For whatever reason, one more extraordinary thing had been allowed to happen to Alberto, even though he knew he was profoundly undeserving. There was no other explanation for how he’d somehow managed to luck into this life. As long as he did everything correctly and followed all the rules, he might be allowed to keep it.

 

Or: the Dadberto fic no one asked for

Notes:

Just been thinking about Dadberto for a while, you know?

(See the end of the work for more notes.)

Work Text:

The whole thing had started very slowly and then happened all at once. 

Conversations, paperwork, interviews, telling their friends and families (that had been the part Alberto found most awkward, because no matter how he phrased it, he always felt like he was asking, hey, if you know anybody who has a spare kid they don’t want, just let us know). And then the phone call from Signora Marsigliese. Her niece was “in trouble,” as the old folks liked to say, and had somehow managed to hide it until around a month ago. 

“How soon can you get to Firenze?”

So they’d called Giulia to borrow her car and Davide’s old car seat, and a little under two hours later, they were in a room at a hospital with couches and chairs and pictures of families on the walls, and a nurse was asking them if they were ready to meet their son.

And then, two days later, after they’d weighed and tested and poked the poor guy until he screamed, they’d just let them take him. Even now, seven years later, Alberto was sometimes surprised that they’d just let him walk out with a baby. It was a good thing Luca looked like a responsible adult, because they’d surely have never let Alberto take him on his own.

“Are you sure you don’t need to give us, like, a test or anything?” he’d asked. The nurse had just laughed at him and told him he’d figure it out. He remembered thinking that was worse than if she’d just said nothing.

He tried to think of it without clichés, but he had a hard time coming up with anything more accurate than trial by fire. Luca still referred to those first few months as Caporetto, after the long and disastrous battle in the mountains of the Italian front during World War I. What little sleep they did manage occurred in two hour stretches at the longest, and the world was blanketed by the fog of exhaustion. Sometimes, when it was his turn to feed Matteo at two in the morning, Alberto would think bitterly of the rest of the world, happy and asleep as they should be, and regret all the times when he was younger and he’d wasted such a luxurious opportunity, choosing to stay up all night with Luca instead.

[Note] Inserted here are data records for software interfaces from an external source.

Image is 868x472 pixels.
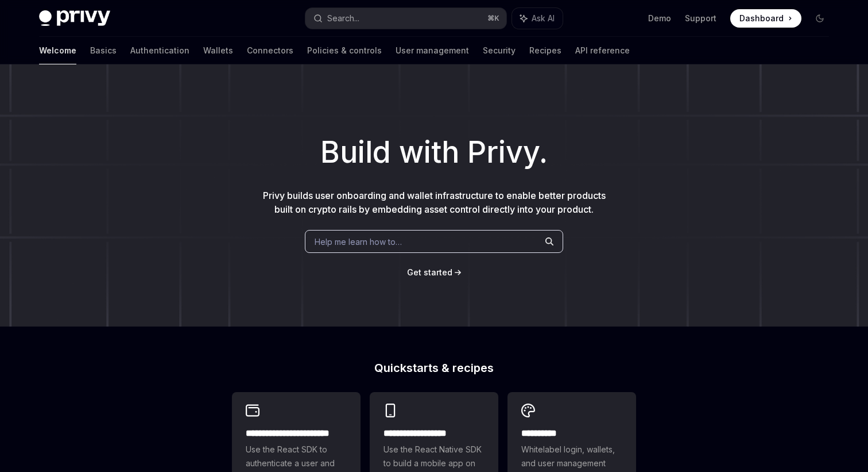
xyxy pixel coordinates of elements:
button: Ask AI [512,8,563,29]
div: Search... [327,12,359,25]
a: Support [685,13,716,24]
button: Search...⌘K [305,8,506,29]
a: Policies & controls [307,37,382,64]
span: ⌘ K [488,14,499,23]
a: Demo [648,13,671,24]
a: Basics [90,37,116,64]
a: Get started [407,267,452,278]
a: Authentication [130,37,190,64]
a: API reference [575,37,630,64]
span: Privy builds user onboarding and wallet infrastructure to enable better products built on crypto ... [263,190,605,215]
a: Recipes [529,37,561,64]
h2: Quickstarts & recipes [232,362,636,373]
a: Security [483,37,516,64]
span: Ask AI [532,13,555,24]
span: Help me learn how to… [315,236,402,247]
a: Dashboard [730,9,801,27]
h1: Build with Privy. [18,130,850,175]
a: Connectors [247,37,294,64]
button: Toggle dark mode [811,9,829,27]
a: Wallets [203,37,233,64]
a: User management [396,37,469,64]
a: Welcome [39,37,77,64]
span: Dashboard [739,13,783,24]
img: dark logo [39,10,110,27]
span: Get started [407,267,452,277]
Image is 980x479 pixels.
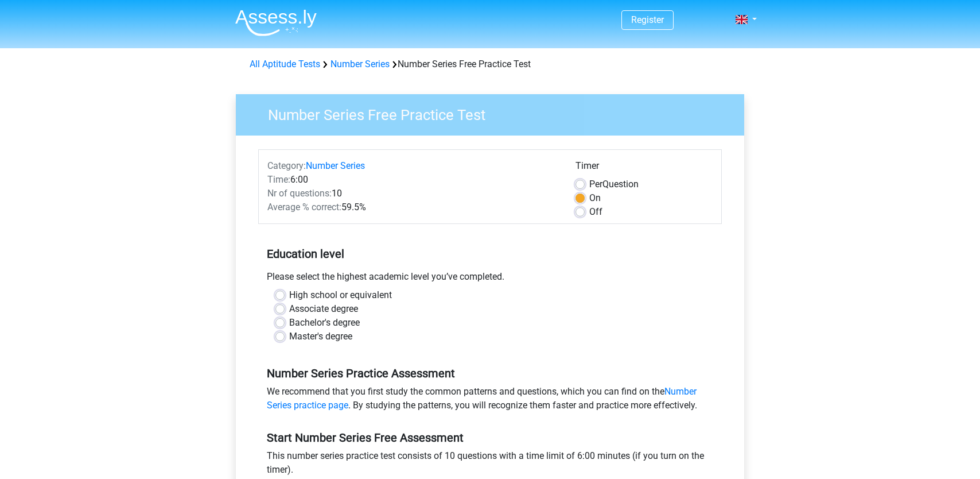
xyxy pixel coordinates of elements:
[331,59,390,70] a: Number Series
[589,178,638,191] label: Question
[268,161,306,171] span: Category:
[235,9,317,37] img: Assessly
[289,288,392,302] label: High school or equivalent
[576,159,712,178] div: Timer
[589,178,603,189] span: Per
[259,201,567,214] div: 59.5%
[267,431,713,444] h5: Start Number Series Free Assessment
[259,384,722,417] div: We recommend that you first study the common patterns and questions, which you can find on the . ...
[268,202,342,212] span: Average % correct:
[250,59,320,70] a: All Aptitude Tests
[254,102,736,124] h3: Number Series Free Practice Test
[631,14,664,25] a: Register
[245,57,736,71] div: Number Series Free Practice Test
[268,187,332,199] span: Nr of questions:
[289,302,358,316] label: Associate degree
[589,205,603,219] label: Off
[268,174,291,185] span: Time:
[306,161,365,171] a: Number Series
[267,367,713,380] h5: Number Series Practice Assessment
[259,270,722,288] div: Please select the highest academic level you’ve completed.
[289,329,352,343] label: Master's degree
[259,186,567,201] div: 10
[589,191,601,205] label: On
[289,316,360,329] label: Bachelor's degree
[259,173,567,186] div: 6:00
[267,243,713,265] h5: Education level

And then he would feel horribly, disgustingly guilty, because maybe this was how it had started for Bruno. But eventually, Matteo would curl his tiny fingers around one of Alberto’s, and pout his rosy lips out when he was full and passed out on milk, and Alberto’s heart would melt and the unshakable knowledge that he would do anything in the world for this little person would settle over him, and the worry that he might still turn out to be as useless as his father had always said would dissolve into the ether. For a while, at least.

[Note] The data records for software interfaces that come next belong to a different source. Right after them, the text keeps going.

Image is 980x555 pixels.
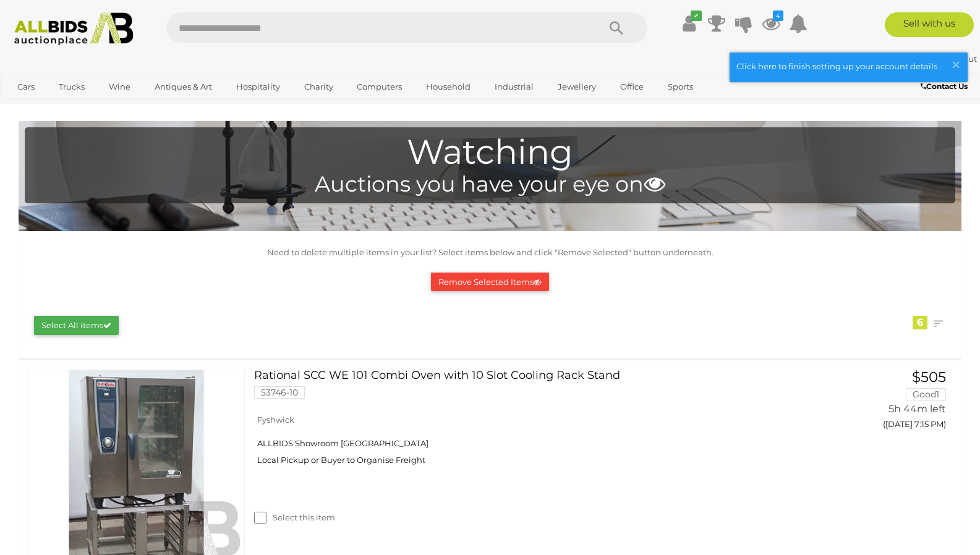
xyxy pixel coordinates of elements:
[263,369,795,408] a: Rational SCC WE 101 Combi Oven with 10 Slot Cooling Rack Stand 53746-10
[921,82,968,91] b: Contact Us
[612,77,651,97] a: Office
[418,77,479,97] a: Household
[911,369,946,386] span: $505
[34,316,119,335] button: Select All items
[349,77,410,97] a: Computers
[9,77,42,97] a: Cars
[8,12,140,45] img: Allbids.com.au
[885,12,973,37] a: Sell with us
[31,172,949,196] h4: Auctions you have your eye on
[660,77,701,97] a: Sports
[25,246,955,259] p: Need to delete multiple items in your list? Select items below and click "Remove Selected" button...
[550,77,604,97] a: Jewellery
[680,12,698,35] a: ✔
[51,77,92,97] a: Trucks
[585,12,647,43] button: Search
[921,80,971,93] a: Contact Us
[691,11,701,21] i: ✔
[950,52,962,77] span: ×
[761,12,780,35] a: 4
[814,369,949,436] a: $505 Good1 5h 44m left ([DATE] 7:15 PM)
[254,512,335,523] label: Select this item
[9,98,113,118] a: [GEOGRAPHIC_DATA]
[31,133,949,171] h1: Watching
[228,77,288,97] a: Hospitality
[487,77,541,97] a: Industrial
[146,77,220,97] a: Antiques & Art
[296,77,341,97] a: Charity
[431,272,549,292] button: Remove Selected Items
[912,316,928,329] div: 6
[773,11,783,21] i: 4
[101,77,139,97] a: Wine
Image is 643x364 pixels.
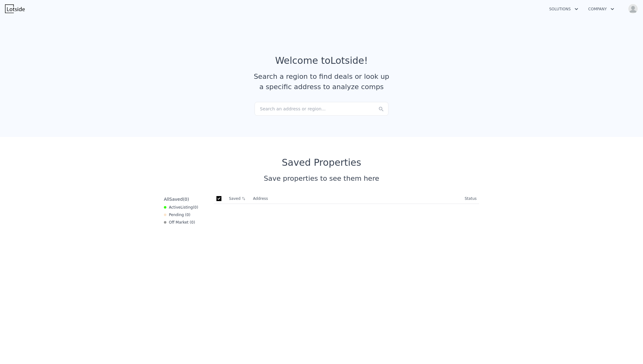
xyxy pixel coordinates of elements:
th: Status [462,193,479,204]
th: Address [251,193,462,204]
div: Search an address or region... [255,102,388,116]
span: Listing [180,205,193,209]
div: Saved Properties [162,157,481,168]
button: Company [583,4,619,15]
span: Saved [169,196,182,202]
button: Solutions [544,4,583,15]
span: Active ( 0 ) [169,205,198,210]
th: Saved [227,193,251,204]
div: Off Market ( 0 ) [164,220,195,225]
img: avatar [628,4,638,14]
div: Save properties to see them here [162,173,481,183]
img: Lotside [5,4,24,13]
div: Welcome to Lotside ! [275,55,368,66]
div: All ( 0 ) [164,196,189,202]
div: Pending ( 0 ) [164,212,190,217]
div: Search a region to find deals or look up a specific address to analyze comps [252,71,391,92]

Luca grumbled once after a particularly rough night that they’d been fed a lie of what parenting was, as lofty ideas about  what they would do or wouldn’t do were unceremoniously fridged by the reality of diaper changes, feeding schedules, and cold, hard terror. (“Is this what parenting is? This is awful,” Luca had groaned as Matteo continued to wail angrily for the third consecutive hour, even after a change and refusing both a bottle and a pacifier.) 

It didn’t matter if they’d had a total of eight non-consecutive hours of sleep over the past three days. They had to be on, even though they had no idea what they were doing, and there was nothing to indicate that this wasn’t what the rest of their lives would look like. Giulia told them to sleep when the baby sleeps, and Alberto had wanted to scream at her. How, exactly, was he supposed to do that? He and Luca still had to eat. They had to do laundry and take care of the cat. And what if, after all this exhaustion, he fell asleep so deeply that Matteo woke up and he didn’t hear him and then he starved? He had to be there when his son needed him.

Then there was that.

Somehow, whatever unseen hand that controlled the movements of the universe hadn’t been paying attention one day and had accidentally let something incredible happen to him. Maybe they had gone out for a cosmic latte. Maybe they also had a cosmic newborn and had fallen asleep on the job. For whatever reason, one more extraordinary thing had been allowed to happen to Alberto, even though he knew he was profoundly undeserving. There was no other explanation for how he’d somehow managed to luck into this life surrounded by people who, for one reason or another, genuinely loved him. As long as he did everything correctly and followed all the rules, he might be allowed to keep it.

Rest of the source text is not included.